Apple TV+ has launched simultaneously in over 100 countries and regions worldwide. The critical reception of the limited original programming on show on the online video service has been mixed. Apple is hardly dependent upon its success, with $64 billion in revenues last quarter. Television has long been set in its sights, but the opening episodes of The Morning Show suggest that it has not yet cracked it yet.
Apple TV is a subscription service, priced at $4.99 a month, or £4.99 a month in the United Kingdom, or free for a year for purchasers of qualifying Apple products.
The service is available through the Apple TV+ app on on iPhone, iPad, Apple TV, iPod touch, Mac, Samsung smart televisions from 2018 onwards, Roku and Amazon Fire TV devices, as well as on the web. It will be available on LG, Sony and VIZIO televisions in the future.
“It was important for us to make it easy for everyone to watch across all their favourite screens, so Apple TV+ is the most broadly available Apple service ever from day one,” said Eddy Cue, who is responsible for internet software and services at Apple.
Among a handful of original productions, Apple is promoting The Morning Show, starring Jennifer Aniston and Reese Witherspoon. It is reported — and disputed — to have cost $300 million.
It seems ironic that an online video service should be featuring a series set in the world of traditional television. It is essentially a me too version of The Newsroom, but less realistic. It is perhaps not coincidental that everyone seems to have an iPhone and there are references to the world of broadcast falling off a cliff.
The series has had mixed reviews, including a critical reception from the BBC Arts Editor, Will Gompertz, who rather witheringly suggests that Apple TV+ has raised writing to a new low.
Other productions include For All Mankind, which re-imagines the outcome of the space race, and The Elephant Queen, a nature documentary about elephants.
Interestingly, Apple will be releasing some of its series as weekly episodes, rather like television.
So far it seems unlikely that the offering will prove sufficiently compelling to compete with the likes of Netflix, but Apple is playing a different game. For Apple it is more about differentiating its hardware ecosystem, although it is also embracing other devices.
In the last quarter, Apple received revenues of $64 billion and produced a profit of $13.7 billion. Revenue from services has been growing steadily, at $12.5 billion, or almost of fifth of total revenue. Over half of Apple revenue comes from the sale of iPhones.
There are more than 900 million active iPhones. Add in other Apple products and its installed base is over 1.4 billion devices. Then there are other platforms that the Apple TV+ app supports. That represents a massive addressable market on day one.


(Task item): An exact copy of the lines from the top of the data through the line with "Image is 641x364 pixels." is what you should give, with no pictures in it.

[Source information Boundary: Start]

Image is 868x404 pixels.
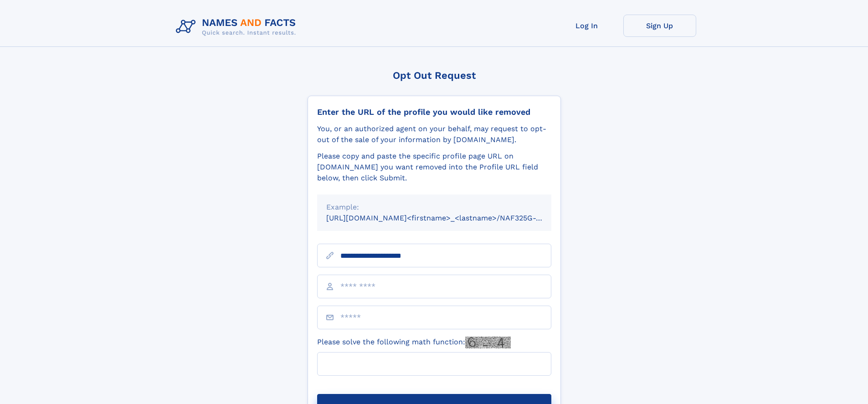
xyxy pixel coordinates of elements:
div: Enter the URL of the profile you would like removed [317,107,552,117]
div: Example: [327,202,542,213]
a: Log In [550,15,623,37]
div: You, or an authorized agent on your behalf, may request to opt-out of the sale of your informatio... [317,123,552,145]
label: Please solve the following math function: [317,337,511,349]
small: [URL][DOMAIN_NAME]<firstname>_<lastname>/NAF325G-xxxxxxxx [327,213,569,222]
img: Logo Names and Facts [172,15,304,39]
div: Opt Out Request [307,69,561,81]
div: Please copy and paste the specific profile page URL on [DOMAIN_NAME] you want removed into the Pr... [317,151,552,184]
a: Sign Up [623,15,697,37]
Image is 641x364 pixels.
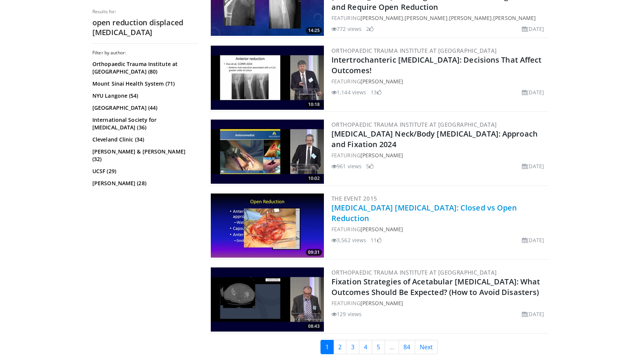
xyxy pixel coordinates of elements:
a: 5 [372,340,385,354]
li: 961 views [331,162,362,170]
li: 13 [371,88,381,96]
p: Results for: [92,9,198,15]
li: [DATE] [522,88,544,96]
h3: Filter by author: [92,50,198,56]
a: International Society for [MEDICAL_DATA] (36) [92,116,196,131]
img: e22429ad-43c1-4137-ae50-d330d6512de9.300x170_q85_crop-smart_upscale.jpg [211,46,324,110]
li: [DATE] [522,236,544,244]
li: 129 views [331,310,362,318]
a: 3 [346,340,359,354]
a: [PERSON_NAME] [360,151,403,159]
a: The Event 2015 [331,194,378,202]
a: Orthopaedic Trauma Institute at [GEOGRAPHIC_DATA] [331,268,497,276]
h2: open reduction displaced [MEDICAL_DATA] [92,18,198,37]
a: [PERSON_NAME] (28) [92,179,196,187]
a: Fixation Strategies of Acetabular [MEDICAL_DATA]: What Outcomes Should Be Expected? (How to Avoid... [331,276,540,297]
a: 84 [399,340,415,354]
div: FEATURING [331,151,547,159]
a: [GEOGRAPHIC_DATA] (44) [92,104,196,111]
li: 1,144 views [331,88,366,96]
li: [DATE] [522,162,544,170]
a: 10:02 [211,119,324,184]
a: Next [415,340,438,354]
a: Intertrochanteric [MEDICAL_DATA]: Decisions That Affect Outcomes! [331,55,542,76]
a: 1 [321,340,334,354]
span: 09:31 [306,249,322,255]
span: 08:43 [306,323,322,330]
li: 11 [371,236,381,244]
li: 5 [366,162,374,170]
span: 10:02 [306,175,322,182]
a: NYU Langone (54) [92,92,196,100]
a: 4 [359,340,372,354]
li: 3,562 views [331,236,366,244]
li: 2 [366,25,374,33]
a: Orthopaedic Trauma Institute at [GEOGRAPHIC_DATA] (80) [92,60,196,76]
div: FEATURING [331,225,547,233]
nav: Search results pages [209,340,549,354]
a: [PERSON_NAME] [360,14,403,21]
div: FEATURING [331,299,547,307]
a: Orthopaedic Trauma Institute at [GEOGRAPHIC_DATA] [331,121,497,128]
span: 10:18 [306,101,322,108]
a: 09:31 [211,193,324,257]
a: [PERSON_NAME] [360,299,403,307]
a: [MEDICAL_DATA] Neck/Body [MEDICAL_DATA]: Approach and Fixation 2024 [331,129,538,149]
a: [PERSON_NAME] & [PERSON_NAME] (32) [92,148,196,163]
a: [PERSON_NAME] [493,14,536,21]
img: 127f4f2f-edf0-4579-a465-304fe8aa4da2.300x170_q85_crop-smart_upscale.jpg [211,119,324,184]
a: [PERSON_NAME] [360,226,403,233]
a: [PERSON_NAME] [449,14,492,21]
a: 10:18 [211,46,324,110]
a: Cleveland Clinic (34) [92,136,196,143]
a: Mount Sinai Health System (71) [92,80,196,88]
a: UCSF (29) [92,167,196,175]
div: FEATURING [331,77,547,85]
li: [DATE] [522,25,544,33]
li: [DATE] [522,310,544,318]
a: [PERSON_NAME] [360,78,403,85]
a: [MEDICAL_DATA] [MEDICAL_DATA]: Closed vs Open Reduction [331,202,517,223]
li: 772 views [331,25,362,33]
a: [PERSON_NAME] [405,14,447,21]
span: 14:25 [306,27,322,34]
div: FEATURING , , , [331,14,547,22]
img: 8e11fa17-5889-4d1e-87b8-281ad83aeca2.300x170_q85_crop-smart_upscale.jpg [211,267,324,331]
a: 08:43 [211,267,324,331]
img: 66f27a27-c4c2-4d92-bfe7-12716fe67409.300x170_q85_crop-smart_upscale.jpg [211,193,324,257]
a: Orthopaedic Trauma Institute at [GEOGRAPHIC_DATA] [331,47,497,54]
a: 2 [333,340,346,354]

[Source information Boundary: End]

(Output below):
Image is 868x404 pixels.
xyxy pixel coordinates of elements:
div: Enter the URL of the profile you would like removed [317,107,552,117]
div: Example: [327,202,542,213]
a: Log In [550,15,623,37]
div: You, or an authorized agent on your behalf, may request to opt-out of the sale of your informatio... [317,123,552,145]
label: Please solve the following math function: [317,337,511,349]
small: [URL][DOMAIN_NAME]<firstname>_<lastname>/NAF325G-xxxxxxxx [327,213,569,222]
img: Logo Names and Facts [172,15,304,39]
div: Opt Out Request [307,69,561,81]
div: Please copy and paste the specific profile page URL on [DOMAIN_NAME] you want removed into the Pr... [317,151,552,184]
a: Sign Up [623,15,697,37]
Image is 641x364 pixels.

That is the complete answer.